The bus smelled faintly of diesel and microwaved coffee, the kind brewed too long ago to be fresh but still hot enough to burn your tongue. Outside, rain streaked the windows in long diagonal lines, blurring the view of the Illinois welcome sign they had just passed. Inside, fifty-one Texas House Democrats kept their eyes low, pretending to scroll through their phones, aware that any camera flash might turn their faces into proof of exile.

This was the quorum break—statehouse slang for disappearing so the other side couldn’t call a vote. Only this time it wasn’t over a budget bill or a minor procedural fight. It was about a map.

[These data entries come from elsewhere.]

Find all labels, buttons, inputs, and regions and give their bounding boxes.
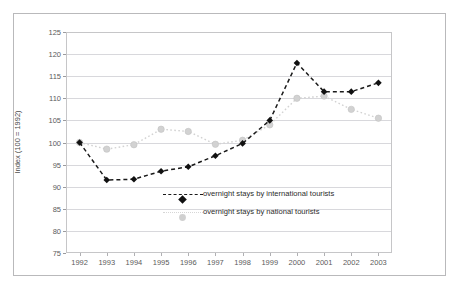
legend-label-national: overnight stays by national tourists — [203, 207, 320, 217]
legend-item-national: overnight stays by national tourists — [163, 207, 378, 218]
y-tick-label: 85 — [31, 204, 61, 213]
y-tick-mark — [63, 98, 66, 99]
y-tick-label: 125 — [31, 28, 61, 37]
gridline-y — [67, 165, 391, 166]
gridline-y — [67, 187, 391, 188]
y-tick-mark — [63, 54, 66, 55]
gridline-y — [67, 143, 391, 144]
x-tick-mark — [161, 253, 162, 256]
y-tick-label: 110 — [31, 94, 61, 103]
legend-label-international: overnight stays by international tourist… — [203, 189, 334, 199]
y-tick-mark — [63, 76, 66, 77]
x-tick-mark — [107, 253, 108, 256]
gridline-y — [67, 98, 391, 99]
cropped-header-strip — [0, 0, 460, 13]
x-tick-mark — [80, 253, 81, 256]
y-tick-mark — [63, 32, 66, 33]
y-tick-label: 90 — [31, 182, 61, 191]
x-tick-mark — [243, 253, 244, 256]
y-tick-mark — [63, 143, 66, 144]
x-tick-mark — [324, 253, 325, 256]
x-tick-mark — [270, 253, 271, 256]
y-tick-mark — [63, 253, 66, 254]
y-tick-label: 115 — [31, 72, 61, 81]
x-tick-mark — [134, 253, 135, 256]
y-tick-label: 80 — [31, 226, 61, 235]
y-tick-label: 95 — [31, 160, 61, 169]
y-tick-label: 75 — [31, 249, 61, 258]
x-tick-label: 2003 — [361, 258, 395, 267]
x-tick-mark — [351, 253, 352, 256]
legend-marker-diamond-icon — [163, 189, 203, 200]
y-tick-label: 100 — [31, 138, 61, 147]
y-tick-label: 105 — [31, 116, 61, 125]
x-tick-mark — [297, 253, 298, 256]
y-axis-label: Index (100 = 1992) — [13, 110, 22, 173]
y-tick-label: 120 — [31, 50, 61, 59]
chart-page: Index (100 = 1992) 758085909510010511011… — [0, 0, 460, 289]
legend-item-international: overnight stays by international tourist… — [163, 189, 378, 200]
gridline-y — [67, 76, 391, 77]
x-tick-mark — [378, 253, 379, 256]
gridline-y — [67, 54, 391, 55]
x-tick-mark — [215, 253, 216, 256]
y-tick-mark — [63, 165, 66, 166]
y-tick-mark — [63, 231, 66, 232]
legend-marker-circle-icon — [163, 207, 203, 218]
chart-legend: overnight stays by international tourist… — [163, 189, 378, 225]
gridline-y — [67, 231, 391, 232]
gridline-y — [67, 120, 391, 121]
y-tick-mark — [63, 187, 66, 188]
x-tick-mark — [188, 253, 189, 256]
y-tick-mark — [63, 120, 66, 121]
y-tick-mark — [63, 209, 66, 210]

“We are entitled to five more seats.” — Donald Trump, Waco rally

A map Donald Trump had demanded be redrawn mid-decade, in the middle of the legislative calendar, with surgical intent to flip as many as five congressional seats from Democrat to Republican. Normally, new lines wait until the next Census. Mid-decade redraws are rare—often legally contested—because they break the once-a-decade rhythm states rely on to maintain stability. But Trump’s demand was explicit: don’t wait, seize the seats now.

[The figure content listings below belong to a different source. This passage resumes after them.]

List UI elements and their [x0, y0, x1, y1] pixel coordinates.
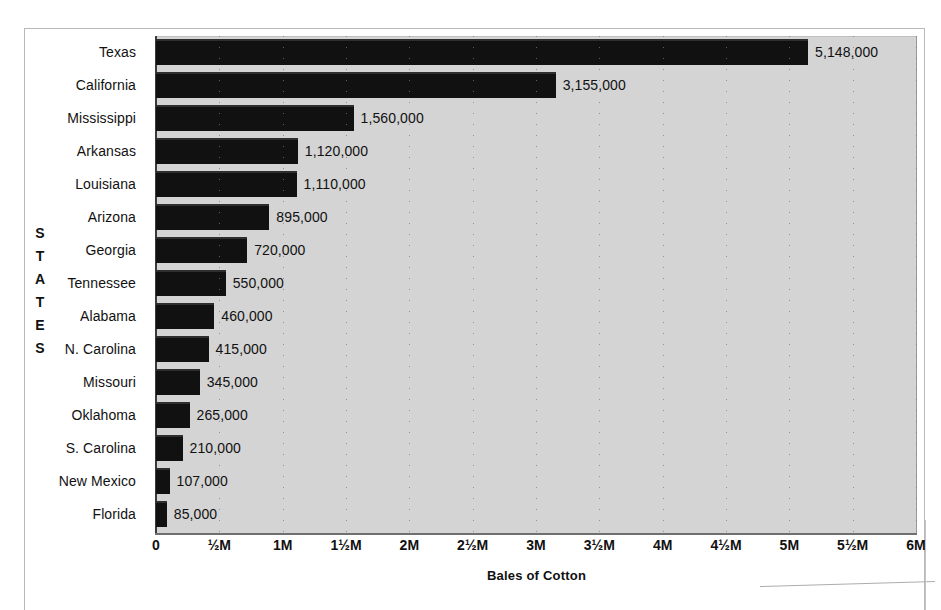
bar-row: New Mexico107,000 — [0, 465, 941, 498]
bar-highlight — [156, 204, 269, 206]
x-tick-label: 3½M — [584, 537, 615, 553]
bar-value-label: 1,560,000 — [361, 102, 424, 135]
bar-value-label: 1,110,000 — [304, 168, 366, 201]
bar-value-label: 1,120,000 — [305, 135, 368, 168]
bar-highlight — [156, 369, 200, 371]
state-label: Oklahoma — [0, 399, 146, 432]
bar-highlight — [156, 171, 297, 173]
bar-row: Oklahoma265,000 — [0, 399, 941, 432]
gridline — [663, 36, 664, 533]
bar-row: Arizona895,000 — [0, 201, 941, 234]
bar — [156, 72, 556, 98]
gridline — [853, 36, 854, 533]
bar-row: N. Carolina415,000 — [0, 333, 941, 366]
x-tick-label: 5½M — [837, 537, 868, 553]
bar-value-label: 895,000 — [276, 201, 327, 234]
gridline — [916, 36, 917, 533]
state-label: New Mexico — [0, 465, 146, 498]
state-label: Missouri — [0, 366, 146, 399]
x-tick-label: 4½M — [710, 537, 741, 553]
x-tick-label: 3M — [526, 537, 545, 553]
bar-value-label: 3,155,000 — [563, 69, 626, 102]
bar — [156, 237, 247, 263]
gridline — [346, 36, 347, 533]
x-tick-label: 5M — [780, 537, 799, 553]
x-tick-label: 2½M — [457, 537, 488, 553]
bar-highlight — [156, 336, 209, 338]
bar-value-label: 265,000 — [197, 399, 248, 432]
bar-row: Louisiana1,110,000 — [0, 168, 941, 201]
bar-highlight — [156, 270, 226, 272]
bar-value-label: 550,000 — [233, 267, 284, 300]
state-label: Louisiana — [0, 168, 146, 201]
state-label: Arizona — [0, 201, 146, 234]
bar-highlight — [156, 138, 298, 140]
bar-highlight — [156, 468, 170, 470]
bar-row: Tennessee550,000 — [0, 267, 941, 300]
bar — [156, 270, 226, 296]
bar — [156, 501, 167, 527]
bar — [156, 105, 354, 131]
gridline — [219, 36, 220, 533]
gridline — [599, 36, 600, 533]
bar — [156, 204, 269, 230]
bar-highlight — [156, 402, 190, 404]
gridline — [726, 36, 727, 533]
state-label: California — [0, 69, 146, 102]
bar — [156, 402, 190, 428]
bar-highlight — [156, 435, 183, 437]
bar — [156, 39, 808, 65]
bar-highlight — [156, 105, 354, 107]
bar-row: Arkansas1,120,000 — [0, 135, 941, 168]
bar — [156, 171, 297, 197]
bar-value-label: 345,000 — [207, 366, 258, 399]
state-label: Georgia — [0, 234, 146, 267]
bar — [156, 435, 183, 461]
x-tick-label: 1M — [273, 537, 292, 553]
state-label: Texas — [0, 36, 146, 69]
bar-row: Missouri345,000 — [0, 366, 941, 399]
gridline — [473, 36, 474, 533]
bar-row: Texas5,148,000 — [0, 36, 941, 69]
state-label: Tennessee — [0, 267, 146, 300]
gridline — [536, 36, 537, 533]
bar — [156, 138, 298, 164]
bar-highlight — [156, 39, 808, 41]
bar-value-label: 415,000 — [216, 333, 267, 366]
bar — [156, 336, 209, 362]
x-tick-label: 0 — [152, 537, 160, 553]
state-label: Florida — [0, 498, 146, 531]
bar-value-label: 5,148,000 — [815, 36, 878, 69]
x-tick-label: 6M — [906, 537, 925, 553]
state-label: N. Carolina — [0, 333, 146, 366]
x-axis-title: Bales of Cotton — [156, 568, 917, 583]
x-axis-line — [155, 533, 917, 535]
state-label: S. Carolina — [0, 432, 146, 465]
bar-highlight — [156, 501, 167, 503]
state-label: Arkansas — [0, 135, 146, 168]
bar-row: S. Carolina210,000 — [0, 432, 941, 465]
bar-row: California3,155,000 — [0, 69, 941, 102]
bar-value-label: 85,000 — [174, 498, 217, 531]
gridline — [789, 36, 790, 533]
bar — [156, 468, 170, 494]
gridline — [283, 36, 284, 533]
state-label: Alabama — [0, 300, 146, 333]
scan-artifact-vertical — [925, 520, 926, 610]
bar-row: Alabama460,000 — [0, 300, 941, 333]
x-tick-label: 1½M — [330, 537, 361, 553]
state-label: Mississippi — [0, 102, 146, 135]
x-tick-label: ½M — [208, 537, 231, 553]
bar-row: Mississippi1,560,000 — [0, 102, 941, 135]
bar-highlight — [156, 237, 247, 239]
bar — [156, 369, 200, 395]
bar-row: Florida85,000 — [0, 498, 941, 531]
cotton-bales-bar-chart: STATES Texas5,148,000California3,155,000… — [0, 0, 941, 610]
bar-value-label: 720,000 — [254, 234, 305, 267]
gridline — [409, 36, 410, 533]
bar-highlight — [156, 72, 556, 74]
bar-value-label: 460,000 — [221, 300, 272, 333]
bar-highlight — [156, 303, 214, 305]
bar-row: Georgia720,000 — [0, 234, 941, 267]
bar — [156, 303, 214, 329]
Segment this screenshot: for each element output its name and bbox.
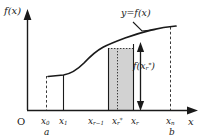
tick-sub-x0: 0	[46, 120, 50, 126]
curve-equation-label: y=f(x)	[121, 8, 151, 18]
tick-label-xr-minus-1: xr−1	[88, 117, 104, 127]
representative-rectangle	[108, 48, 134, 110]
tick-label-x0: x0	[41, 117, 50, 127]
curve-label-arg: (x)	[138, 7, 151, 18]
tick-label-xr-star: xr*	[112, 117, 123, 127]
height-arrow-down-head	[137, 101, 144, 111]
x-axis-label: x	[188, 117, 194, 127]
tick-star-xrstar: *	[120, 117, 123, 123]
tick-sub-xn: n	[171, 120, 175, 126]
y-axis-label: f(x)	[4, 6, 21, 16]
interval-start-label: a	[44, 128, 49, 137]
y-axis-arrowhead	[24, 9, 32, 20]
tick-label-x1: x1	[59, 117, 68, 127]
height-label-close: )	[151, 60, 155, 71]
tick-label-xr: xr	[131, 117, 139, 127]
rectangle-height-label: f(xr*)	[133, 61, 155, 72]
interval-end-label: b	[169, 128, 175, 137]
tick-label-xn: xn	[166, 117, 175, 127]
height-arrow-up-head	[137, 42, 144, 52]
tick-sub-xr: r	[136, 120, 139, 126]
tick-sub-xrm1: r−1	[93, 120, 104, 126]
curve-label-leader-line	[133, 22, 156, 31]
height-label-open: (x	[137, 60, 146, 71]
tick-sub-x1: 1	[64, 120, 68, 126]
riemann-sum-figure: f(x) y=f(x) f(xr*) O x0 a x1 xr−1 xr* xr…	[0, 0, 205, 140]
x-axis-arrowhead	[187, 107, 198, 115]
origin-label: O	[17, 117, 25, 127]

The new districts carved up South Texas like a butcher trimming fat—Henry Cuellar’s and Vicente Gonzalez’s seats sliced apart to dilute Latino turnout, Dallas and Houston re-gridded to “pack” Democrats into a handful of safe zones while giving Republicans the surrounding terrain. In Hidalgo County, Rosa Alvarez’s precinct was suddenly shifted 30 miles north into a district she’d never lived in. “It’s like they moved my vote without moving me,” she told a local reporter. On the bus, one lawmaker kept replaying her words.

For Rosa Alvarez, the decision had been made long before the justices in Washington said they couldn’t step in.

Some of the Democrats remembered the last time something like this happened—Tom DeLay’s 2003 “Texas Two-Step.” Back then, the “Killer Ds” fled to Oklahoma, then the “Texas Eleven” to New Mexico, and the result was six flipped congressional seats.